Continuing improvements led to the furnace and bellows and provided, for the first time,
the ability to smelt and forge gold, copper, silver, and lead – native metals found in
relatively pure form in nature.[35] The advantages of copper tools over stone, bone and
wooden tools were quickly apparent to early humans, and native copper was probably
used from near the beginning of Neolithic times (about 10 kya).[36] Native copper does
not naturally occur in large amounts, but copper ores are quite common and some of
them produce metal easily when burned in wood or charcoal fires. Eventually, the
working of metals led to the discovery of alloys such as bronze and brass (about 4,000
BCE). The first use of iron alloys such as steel dates to around 1,800 BCE. [37][38]

Ancient
Main article: Ancient technology

Ancient technology
 Egyptian technology
 Indian technology
 Chinese technology
 Greek technology
 Roman technology
 Iranian technology

The wheel was invented c. 4,000 BCE. Ljubljana


Marshes Wheel with axle (oldest wooden wheel yet discovered as of 2024)
After harnessing fire, humans discovered other forms of energy. The earliest known use
of wind power is the sailing ship; the earliest record of a ship under sail is that of a Nile
boat dating to around 7,000 BCE.[39] From prehistoric times, Egyptians likely used the
power of the annual flooding of the Nile to irrigate their lands, gradually learning to
regulate much of it through purposely built irrigation channels and "catch" basins. [40] The
ancient Sumerians in Mesopotamia used a complex system of canals and levees to
divert water from the Tigris and Euphrates rivers for irrigation.[41]

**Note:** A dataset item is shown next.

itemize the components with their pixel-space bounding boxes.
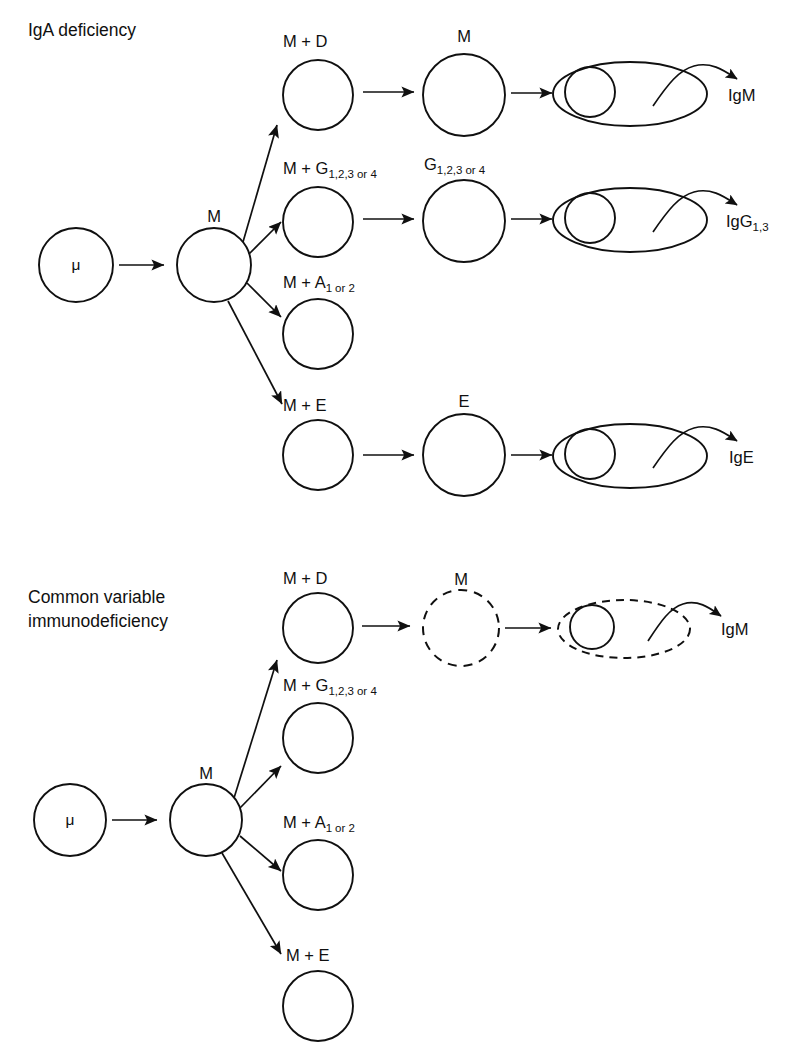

Archaeologists estimate that the wheel was invented independently and concurrently in
Mesopotamia (in present-day Iraq), the Northern Caucasus (Maykop culture), and
Central Europe.[42] Time estimates range from 5,500 to 3,000 BCE with most experts
putting it closer to 4,000 BCE.[43] The oldest artifacts with drawings depicting wheeled
carts date from about 3,500 BCE.[44] More recently, the oldest-known wooden wheel in
the world as of 2024 was found in the Ljubljana Marsh of Slovenia; Austrian experts
have established that the wheel is between 5,100 and 5,350 years old.[45]

The invention of the wheel revolutionized trade and war. It did not take long to discover
that wheeled wagons could be used to carry heavy loads. The ancient Sumerians used
a potter's wheel and may have invented it.[46] A stone pottery wheel found in the city-
state of Ur dates to around 3,429 BCE,[47] and even older fragments of wheel-thrown
pottery have been found in the same area.[47] Fast (rotary) potters' wheels enabled
early mass production of pottery, but it was the use of the wheel as a transformer of
energy (through water wheels, windmills, and even treadmills) that revolutionized the
application of nonhuman power sources. The first two-wheeled carts were derived
from travois[48] and were first used in Mesopotamia and Iran in around 3,000 BCE.[48]